BANGKOK, August 20, 2008 (AFP) - Thailand declared British former glam rocker Gary Glitter 'persona non grata' Wednesday and moved to deport him to Britain, one day after he finished prison time in Vietnam for child sex offences.
The order was set to end Glitter's state of limbo since he arrived overnight at Bangkok airport from Vietnam, where he had spent almost three years behind bars for committing obscene acts with two girls aged 11 and 12.
The 64-year-old singer had been due to board a connecting flight to London but instead stayed in the airport complaining of chest pains.
A doctor pronounced him fit to fly, saying he was suffering only a minor inflammation in his chest, a medical official at the airport told AFP.
Glitter -- real name Paul Francis Gadd -- then refused to board the next flight to London, but Thailand's immigration chief said later Wednesday he had been declared persona non grata and would be expelled to Britain.
'Paul Francis Gadd will be deported to his home country, England, unconditionally and as soon as possible,' Lieutenant General Chatchawal Suksomjit said in a statement.
'He poses a danger to a peaceful and orderly society and offends Thai morals,' Chatchawal added.
'He is on our watch list as persona non grata.
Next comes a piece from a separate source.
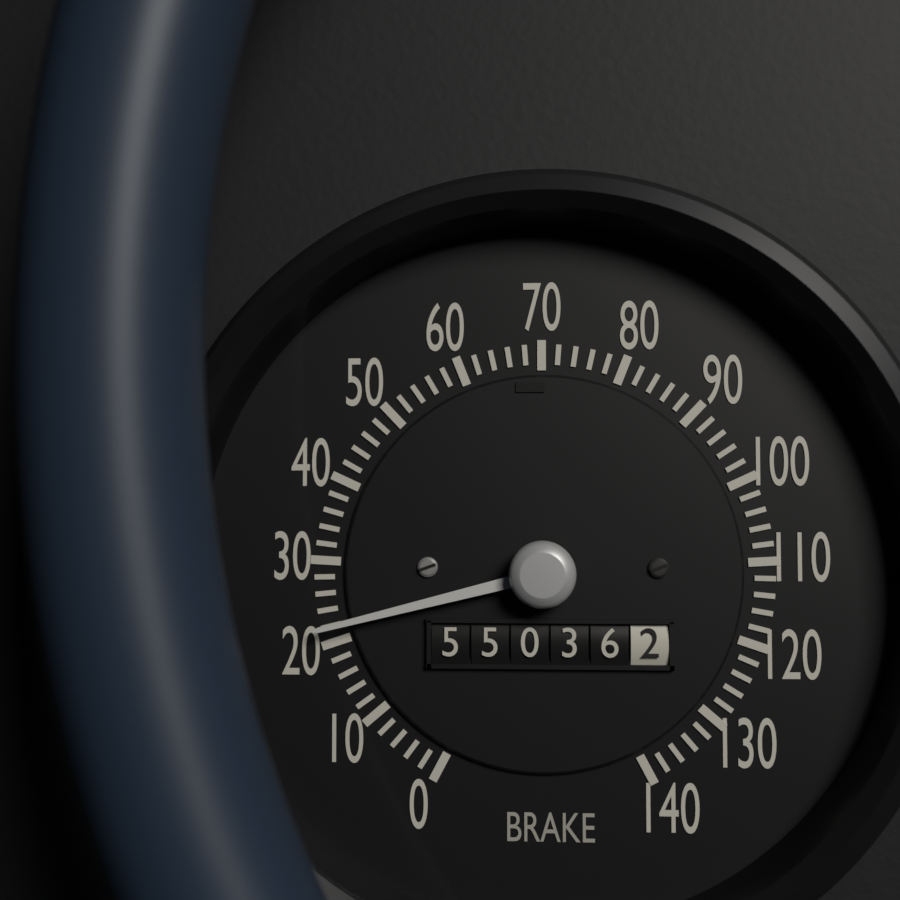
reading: 22 (no unit)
Thai immigration cannot let him enter,' Chatchawal told AFP earlier.
Glitter arrived here from Vietnam late Tuesday after spending two years and nine months in jail for committing obscene acts with the two girls in the southern resort town of Vung Tau in 2005.
The British embassy in Bangkok said they had offered him consular help but that his fate was up to Thailand.
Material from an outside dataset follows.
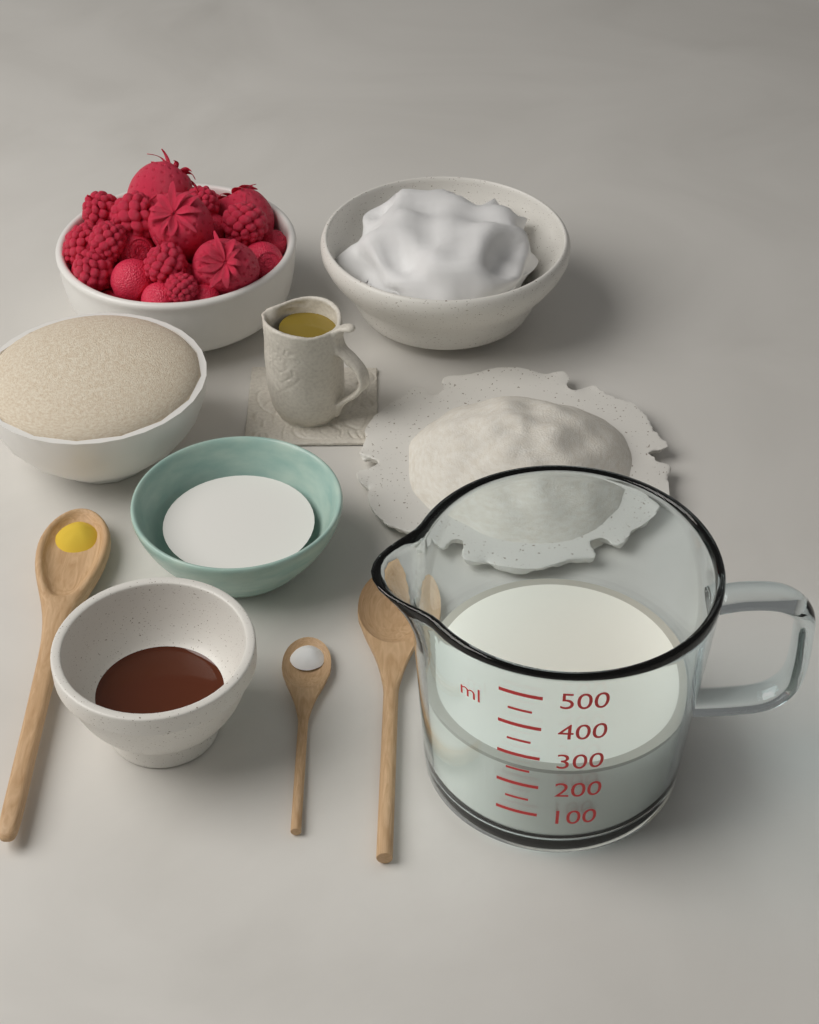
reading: 250 ml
Britain has not announced any outstanding charges against the singer once famed for his flamboyant bouffant wigs and silver jumpsuits, but British Home Secretary Jacqui Smith said he should not be allowed to leave once he returns.
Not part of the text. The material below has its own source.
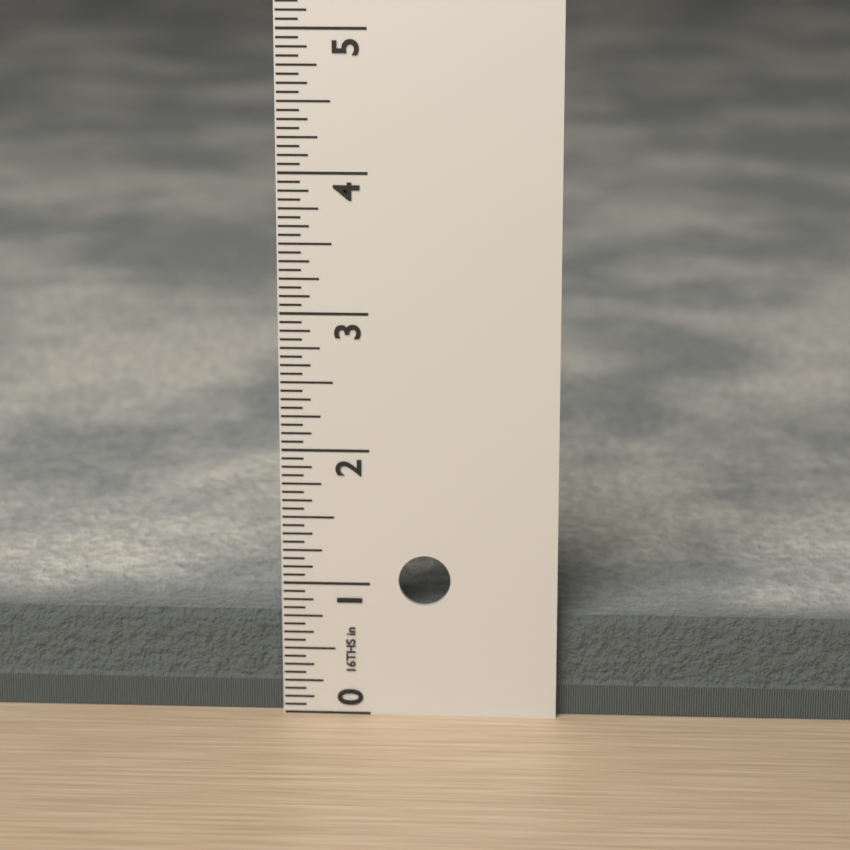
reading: 0.7500 in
'We need to control him, and he will be, once he returns to this country,' Smith told talkSPORT radio.
She said Glitter would have to sign a sex offenders' register and notify authorities if he wants to travel abroad.
'It certainly would be my view that with the sort of record that he's got, he shouldn't be travelling anywhere in the world,' she added.
Glitter had several hits in the 1970s including 'I'm The Leader Of The Gang (I Am!)' and 'Do You Wanna Touch Me?' The anthemic 1972 hit 'Rock and Roll' is still often chanted in British and US sports stadiums.
He was arrested in Britain in 1997 after he took his computer to a repair shop, where hardcore child pornographic material was found on its hard drive.
He was sentenced in 1999 to four months in prison, of which he served two.
Keen to avoid the media, Glitter reportedly moved to Cuba and then Cambodia, where he was expelled in 2002, allegedly for trawling for underage sex.
Having settled in communist Vietnam, where a British newspaper reported he was living with an underage girl, he was arrested at Ho Chi Minh City airport in November 2005 while trying to leave for Thailand.
In March 2006 he was sentenced to three years in prison, the minimum term under Vietnamese law, which was later cut by three months.
The singer maintained his innocence, blamed a media conspiracy and claimed he was teaching the girls English and allowed them to stay overnight because they were scared of ghosts.
Child protection workers called for his deportation back to Britain.
'We don't feel it's appropriate he spends his time hopping from one country to the next one while countries decide what to do with him,' said Mark Capaldi, deputy director of Ecpat International, a child protection charity.